This fall, UT Dallas students will have an unprecedented opportunity to learn about The Mourners: Medieval Tomb Sculptures from the Court of Burgundy exhibit at the Dallas Museum of Art from an all-star roster of scholars.

Rick Brettell

Dr. Rick Brettell

Dr. Rick Brettell, the UT Dallas Margaret McDermott Distinguished Chair of Art and Aesthetics, will teach the course jointly with two SMU medieval literature and history professors, Dr. Bonnie Wheeler and Dr. Jeremy Adams.

Scholars from Queen’s College, Rutgers University, The University of Illinois, Bowdoin College, Trinity University and the University of Iowa will also lecture.

The seminar – Majesty, Memory and Mourning in the Late Middle Ages – is open to UT Dallas undergraduate and graduate students and will meet weekly at the DMA from Aug. 26 to Dec. 2.

The Mourners: Medieval Tomb Sculptures from the Court of Burgundy will be on display at the Dallas Museum of Art from Oct. 3 to  Jan. 2. The exhibit features a sequence of masterful alabaster funerary sculptures from 15th-century Dijon, France.  The works embody the courtly, chivalric, monastic and artistic aspects of the Burgundian court, which was among the most brilliant in late medieval and early Renaissance Europe.

Students will study the interwoven development of the political, social, religious, literary and artistic strands of human culture in medieval France and neighboring countries that is embodied in these sculptures. The course explores uncharted territory by using works on exhibit as an occasion to bring the best local and national scholars to provide an exemplary context for a full understanding of these masterpieces, as well as the culture that created them.

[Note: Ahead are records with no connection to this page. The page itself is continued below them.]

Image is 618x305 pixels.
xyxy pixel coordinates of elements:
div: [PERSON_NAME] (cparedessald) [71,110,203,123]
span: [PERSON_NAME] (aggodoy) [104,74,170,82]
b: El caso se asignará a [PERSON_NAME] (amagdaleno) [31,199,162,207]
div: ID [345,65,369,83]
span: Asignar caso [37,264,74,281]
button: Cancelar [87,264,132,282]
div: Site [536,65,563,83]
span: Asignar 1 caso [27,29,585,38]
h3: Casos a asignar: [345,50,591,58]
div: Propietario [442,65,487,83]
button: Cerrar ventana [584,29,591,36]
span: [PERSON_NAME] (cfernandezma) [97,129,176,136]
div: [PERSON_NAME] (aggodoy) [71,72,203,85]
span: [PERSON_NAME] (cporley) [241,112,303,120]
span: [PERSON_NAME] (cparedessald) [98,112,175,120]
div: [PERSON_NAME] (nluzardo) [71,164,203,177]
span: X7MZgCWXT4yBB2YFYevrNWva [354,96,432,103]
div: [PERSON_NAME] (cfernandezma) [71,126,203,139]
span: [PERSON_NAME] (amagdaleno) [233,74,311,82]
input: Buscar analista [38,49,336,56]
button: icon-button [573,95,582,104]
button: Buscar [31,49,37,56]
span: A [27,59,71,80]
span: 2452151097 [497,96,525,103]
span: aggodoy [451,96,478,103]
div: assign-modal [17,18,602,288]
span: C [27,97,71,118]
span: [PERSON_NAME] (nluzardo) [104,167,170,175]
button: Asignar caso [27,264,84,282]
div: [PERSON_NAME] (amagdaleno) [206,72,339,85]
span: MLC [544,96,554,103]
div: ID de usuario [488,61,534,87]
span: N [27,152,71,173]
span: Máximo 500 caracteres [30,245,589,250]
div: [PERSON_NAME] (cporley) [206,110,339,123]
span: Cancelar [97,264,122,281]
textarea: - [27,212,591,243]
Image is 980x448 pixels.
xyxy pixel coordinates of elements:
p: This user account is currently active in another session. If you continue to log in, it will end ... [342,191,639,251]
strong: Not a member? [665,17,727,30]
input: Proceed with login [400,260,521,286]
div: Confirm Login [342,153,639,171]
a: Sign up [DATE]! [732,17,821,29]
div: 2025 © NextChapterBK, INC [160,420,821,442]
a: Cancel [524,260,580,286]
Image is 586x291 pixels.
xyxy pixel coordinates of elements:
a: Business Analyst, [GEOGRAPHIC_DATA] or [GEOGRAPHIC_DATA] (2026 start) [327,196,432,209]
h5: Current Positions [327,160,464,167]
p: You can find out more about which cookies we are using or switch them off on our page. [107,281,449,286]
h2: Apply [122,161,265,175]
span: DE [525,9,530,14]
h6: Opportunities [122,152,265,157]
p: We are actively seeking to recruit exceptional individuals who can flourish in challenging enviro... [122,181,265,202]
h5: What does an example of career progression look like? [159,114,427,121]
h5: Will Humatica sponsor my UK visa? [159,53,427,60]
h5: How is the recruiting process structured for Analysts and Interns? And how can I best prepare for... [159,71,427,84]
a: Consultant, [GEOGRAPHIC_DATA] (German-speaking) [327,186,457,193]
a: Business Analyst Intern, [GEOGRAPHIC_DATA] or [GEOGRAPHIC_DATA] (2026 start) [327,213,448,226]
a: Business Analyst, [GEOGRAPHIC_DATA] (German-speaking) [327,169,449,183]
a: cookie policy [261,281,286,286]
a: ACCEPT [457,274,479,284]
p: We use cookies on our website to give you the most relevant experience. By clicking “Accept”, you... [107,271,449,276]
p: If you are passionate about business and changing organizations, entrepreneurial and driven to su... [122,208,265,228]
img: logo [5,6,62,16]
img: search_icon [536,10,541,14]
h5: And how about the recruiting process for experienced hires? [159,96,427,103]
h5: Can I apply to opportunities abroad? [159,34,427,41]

“Because The Mourners is an unprecedented and never-to-be-repeated exhibition, we decided to design a university course in connection with it that shares those two qualities,” Dr. Brettell said. “Not only is it a collaboration among the scholars of medieval and early Renaissance art, literature, and history in the DFW metroplex, but it also brings to Dallas each of the major scholars in this area from universities throughout the country. Never before – and perhaps never again – will undergraduate and graduate students from UT Dallas and SMU have access to such a broad array of scholars investigating a single topic.”